If you ignore this advice and approach centers of influence the way you always have, you will continue to see the same disappointing results. If you follow this blueprint, you will build a source of new business that, overtime, can transform the trajectory of your business.

The Blueprint in Action

The blueprint that we describe here is one that we have seen deliver new growth time and time again in the field for advisors, and it is a process that we use for our business as well.

Recently, we partnered with Bottom Line Solutions, a growth consultancy group that helps benefits advisors build better businesses. Bottom Line Solutions publishes books. They host events. And they diligently drive thought leadership through a wide range of other activities. In terms of fit, we could see a large overlap in our potential audiences, so a partnership of some sort could clearly be mutually beneficial.

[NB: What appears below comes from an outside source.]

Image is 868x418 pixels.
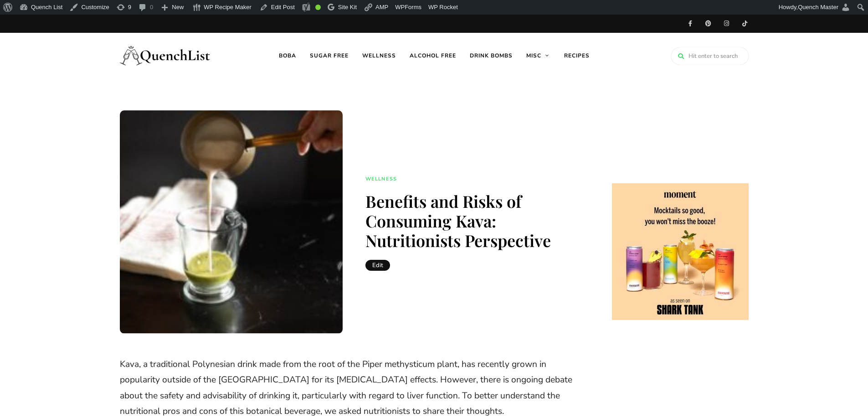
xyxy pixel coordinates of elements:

Before we dove into grandiose plans of referrals and collaborations, I got on a plane and met with the founders in person. We talked about everything from our businesses to our clients to our families to our favorite sports teams. For that first meeting, we were getting a sense of the landscape, of what might be possible, and of what it might be like to work together.

Then we shared ideas and continued discussions over the phone and via email. They invited us to their events. And then we agreed to launch a co-branded pilot program of what we thought might be the best synergy of our services, targeting their clients and our own.

And in the six months or so that we have been working on this partnership, both parties have seen new business from it. Neither of us are renting new office buildings to accommodate an explosive torrent of new demand, but the growth is consistent and organic. The relationship is still new, but because we moved deliberately to build a durable and well-planned foundation, the long-term outlook is positive.

Had we fallen into the same old pitfalls that have likely crippled your own center of influence efforts, we would not have gotten much farther than the first cup of coffee.

You can see the same results in your own business with your own centers of influence programs, if you take the right approach.